Chapter 5 Piper

Iwoke up to sunlight slicing through unfamiliar curtains and a headache that felt like someone had taken a hammer to my skull. For one blissful second, I didn't remember where I was or why.

Then it all came crashing back.

Liam. Jenna. March. The apartment. Maya's couch and too much wine and…

My phone buzzed on the nightstand.

I grabbed it and squinted at the screen. An email notification from The Painted Garden Events:

Hi Piper! Just confirming your final guest count for the big day. Please reply by the end of next week so we can finalize catering. Can't wait to celebrate with you!

The big day.

My wedding day.

The phone slipped from my hands onto the bed. I stared at the ceiling, my heart starting to pound.

The wedding. Oh God, the wedding.

Two hundred people expecting a celebration. Invitations sent. RSVPs trickling in. Deposits paid. Vendors booked. Hotel rooms reserved. My dress hanging in a garment bag in the closet of an apartment I'd walked out of last night.

Everyone still thought I was getting married.

Everyone except me and Maya. And Jenna, obviously. Liam... I didn't know what Liam thought. Maybe he still believed he could fix this. Maybe he thought I'd cool off and come back and we'd go to couples therapy and pretend none of this had happened.

Maybe he was that much of an idiot.

I sat up too fast and immediately regretted it. The room spun, and my mouth tasted like bad wine and regret.

There was a soft knock on the door. "You alive in there?" Maya's voice, cautiously cheerful.

"Unfortunately."

The door opened and she appeared with two mugs of coffee and a bottle of Advil tucked under her arm. She'd changed into fresh clothes. Ripped jeans and a t-shirt that said PESSIMIST: A REALIST WITH EXPERIENCE. Her hair was pulled into a messy bun.

"You look like death," she said, setting a mug on the nightstand and tossing me the Advil.

"Feel like it too." I dry-swallowed three pills and reached for the coffee.

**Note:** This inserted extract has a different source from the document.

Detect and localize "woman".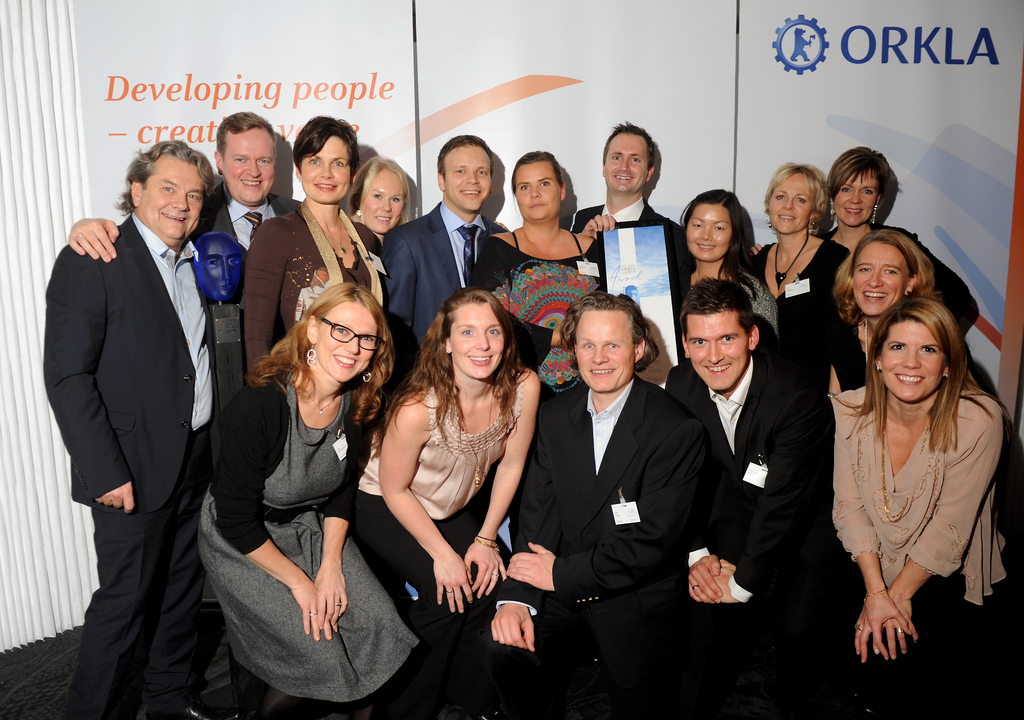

It was too hot and tasted like charcoal, but I didn't care.

Maya sat on the edge of the bed, studying my face. "What's wrong? I mean, besides the obvious."

I showed her the email.

She read it, then looked up at me. "Oh. Right. Shit."

"Yeah."

We sat there for a moment in silence.

"What else?" Maya asked gently.

I picked up my phone and opened my wedding planning app, the digital twin of the binder I’d abandoned at the apartment. The one I'd been obsessively updating for a year. Every detail color-coded, every deadline marked.

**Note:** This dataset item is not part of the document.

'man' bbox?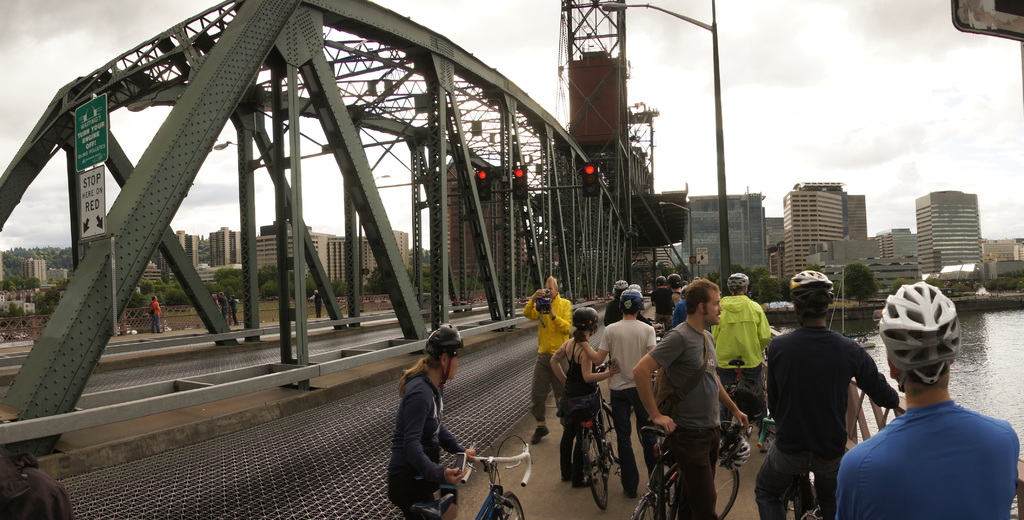
[545,310,624,484]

"Everything," I said. "The dress, the photographer, the florist, the honeymoon to Maui. Hotel rooms for out-of-town guests. The bridal shower in two weeks. Six bridesmaids who bought dresses and booked flights."

Maya was quiet, just listening.

"Everyone's going to know," I whispered. "Everyone's going to ask why. They're going to want details. They're going to have opinions about what I should do, whether I should give him another chance, whether I'm overreacting—"

"You're not overreacting."

"Some people won't believe me. His family… God, his family loves me. His mom keeps texting me about how excited she is."

I was crying now. Quiet tears that wouldn't stop falling.

"And I wanted it," I said. "All of it. I wanted the wedding and the house we were going to buy and the kids we talked about having. I wanted Sunday mornings making pancakes and arguing about whose turn it was to take out the trash and growing old together. I wanted him."

Maya pulled me closer.

"I had this whole future planned," I said. "And now it's just... gone. All of it. Because he couldn't keep his hands off someone else."

"I know," Maya said softly. "I know, babe."

We sat there for a long time. Maya holding me while I cried. The coffee getting cold on the nightstand. My phone sitting between us, wedding planning app still open on the screen.

Finally, I pulled away and wiped my eyes.

"Okay."

"Okay?"

I picked up my phone and looked at the app. At the color-coded calendar and the checklists and the vendor contacts. There was a year of planning in there, a whole future contained in pixels and spreadsheets.

I closed the app.

"I'm doing it," I said. "I'm canceling the wedding."

Maya's face broke into something between relief and pride. "Hell yes you are."

"I don't know how yet. I don't know what to say or who to call first or how to tell people. But I'm doing it."

"We'll figure it out," Maya said. "Together. One step at a time."

I nodded and set the phone aside. Picked up my cold coffee and took a sip.

"Better to cancel now than divorce later," Maya added. “Also, we should change the password on his Netflix.”

Somehow, I still managed to offer her a weak smile.

My phone buzzed again. One quick look was enough to confirm my suspicions: another email from a vendor checking in, confirming details, excited to be part of our special day.

I turned the phone face-down and took a deep breath.

"One step at a time," I repeated.

Maya squeezed my hand. "One step at a time."